Book Review: Jude Woodward – The US vs China: Asia’s new Cold War?

This article first appeared in the Morning Star on 23 October 2017.


Manchester University Press RRP £22.50

China’s rise is the most significant development in modern history since the collapse of the Soviet Union. For most readers of this newspaper, it is a profoundly positive advance: hundreds of millions have been lifted out of poverty, and China has been transformed from a technologically backward and underdeveloped country into a global powerhouse. Increasingly it is a world leader in environmental preservation and in the pursuit of a new type of globalisation based on cooperation and shared prosperity.

Not everyone is pleased with this rebalancing of the global balance of forces, however. For the political leadership of the western imperialist countries, China’s rise is a source of intense concern, threatening as it does the US-led status quo in international relations. Jude Woodward, author of the recently-released The US vs China: Asia’s new Cold War? points out that the US in particular “remains unreconciled to China’s rise” and has therefore made ‘China containment’ – slowing down or reversing China’s growing influence and economic strength – the cornerstone of its foreign policy.

Limiting China’s rise will not be easy; likely it will prove to not be possible. China will very soon replace US as the world’s largest economy. Furthermore, its growth is not only benefitting the rich but is contributing to a rapid increase in wages, social welfare and quality of life for the working class and peasantry. This means that the Chinese government and ruling Chinese Communist Party enjoy broad popular legitimacy; consequently it’s difficult to destabilise China from within – unlike in the USSR, where a sluggish economy contributed to a certain ambivalence in relation to defending socialism.

Meanwhile, China has also become a hugely important investment and trading partner to dozens of countries around the world. As well as providing an alternative source of investment for poorer countries, Chinese investment and markets have served to make China’s growth a pivotal factor in the global economy. Therefore even among the US’ traditional allies there is some reluctance to join in with a strategy of China containment.

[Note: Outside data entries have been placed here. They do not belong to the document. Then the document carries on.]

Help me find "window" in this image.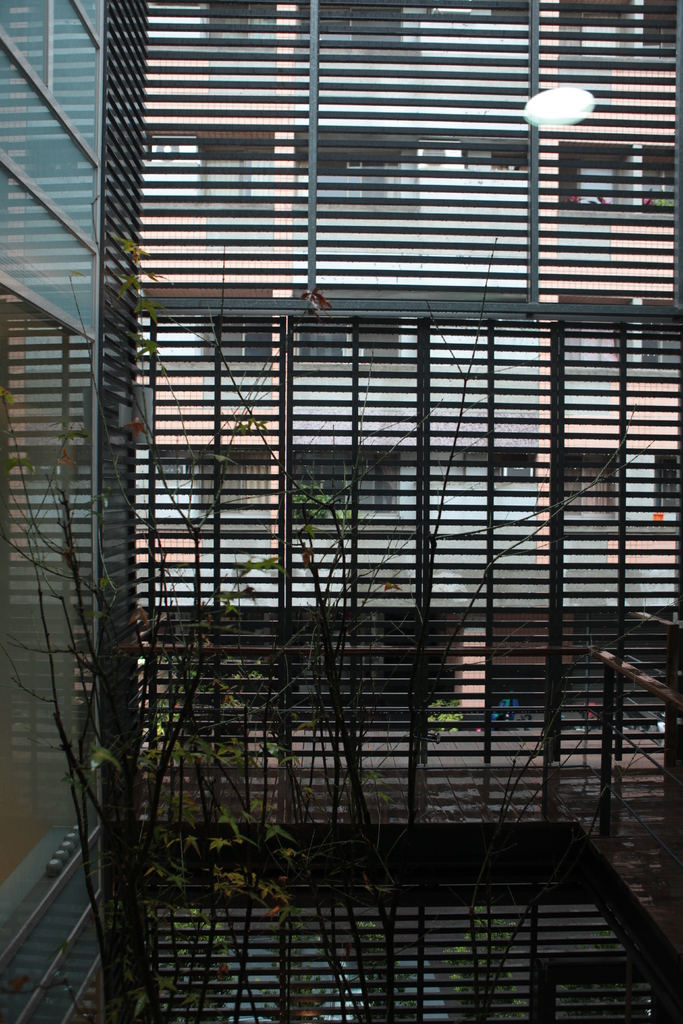
Found it: left=195, top=140, right=276, bottom=203.
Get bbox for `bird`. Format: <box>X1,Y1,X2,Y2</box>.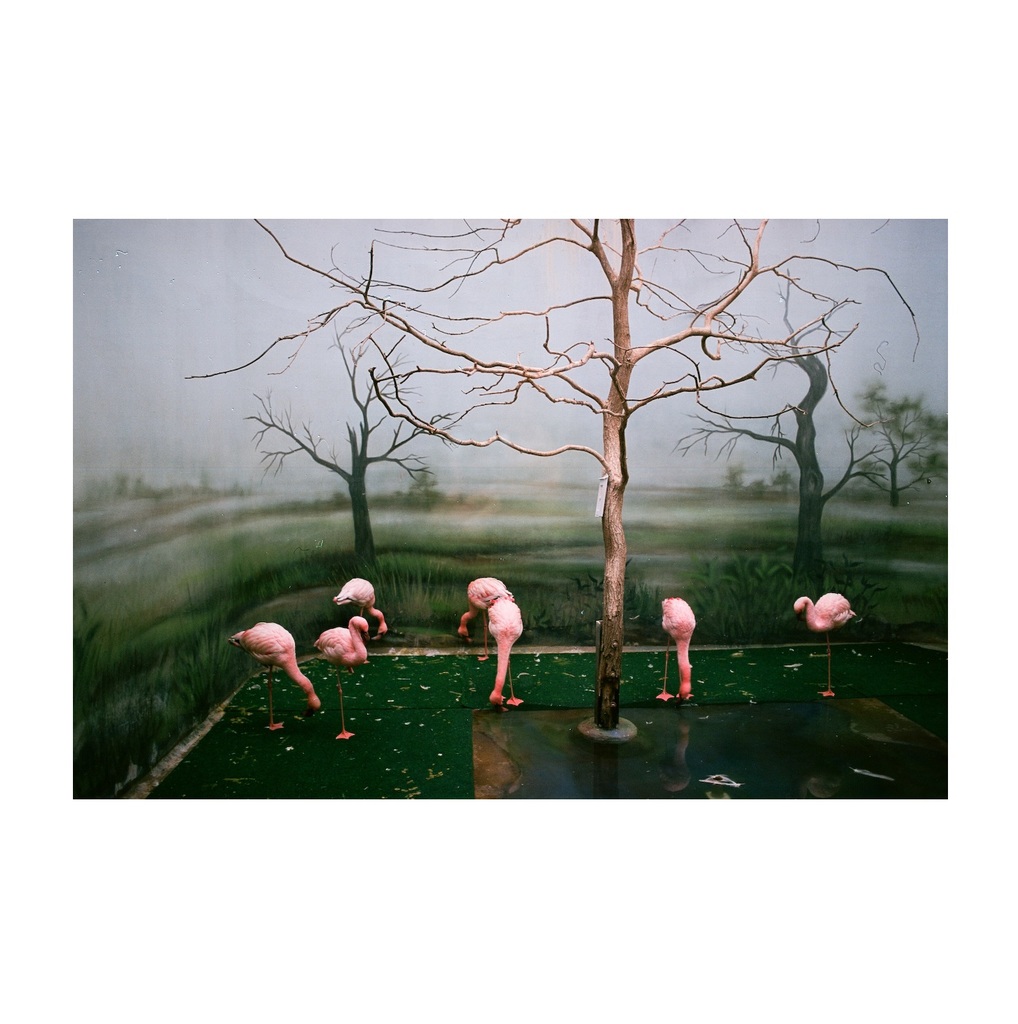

In steps Donald J Trump. If there is anything consistent in Trump’s foreign policy, it is hostility to China and an urge to preserve US supremacy at all costs. During his election campaign, he talked constantly about China stealing American jobs, engaging in state-sponsored hacking, and generally “using our country as a piggy bank to rebuild China.” Steve Bannon, up until August this year the most influential member of Trump’s inner circle, confidently predicted in March 2016 that “we’re going to war in the South China Sea in 5 to 10 years – there’s no doubt about that.” Only a few weeks ago, Bannon told the New York Times: “A hundred years from now, this is what they’ll remember — what we did to confront China on its rise to world domination”.

With limited room for manoeuvre in economic terms, the US is majorly ramping up its physical presence in the Pacific in order to pressure China and ensure US domination of international waters. Meanwhile, it’s turning up its rhetoric against North Korea in the most dangerously irresponsible way, in order to justify its increased naval presence and to strengthen hawkish elements in Japan, South Korea and Taiwan – and to undermine popular opposition to its THAAD anti-ballistic missile defence system, which in reality targets China. As Woodward points out, this aggressive policy is “analogous to the tactics the US pursued against the USSR over the course of the twentieth-century Cold War… The endgame is a pro-US military, economic and diplomatic noose around China that can be tightened to veto, punish, pressure or threaten China and narrow its options on a range of issues.”

The US vs China: Asia’s new Cold War? provides a timely, thorough and accessible path to understanding the US-China confrontation, which is surely the most significant dynamic in global politics today. In just 260 pages, the author is able to give a surprisingly detailed account of China’s rise, the different threads of US opposition to that rise, and the multitude of devices being employed by the US in its bid to see off the Asian challenge and secure a ‘new American century’. Woodward counsels that it would be far better for the US to change its anti-China stance, promote peace and accept a role in a new, multipolar world order. Excellent advice. But “whom the gods would destroy they first make mad”.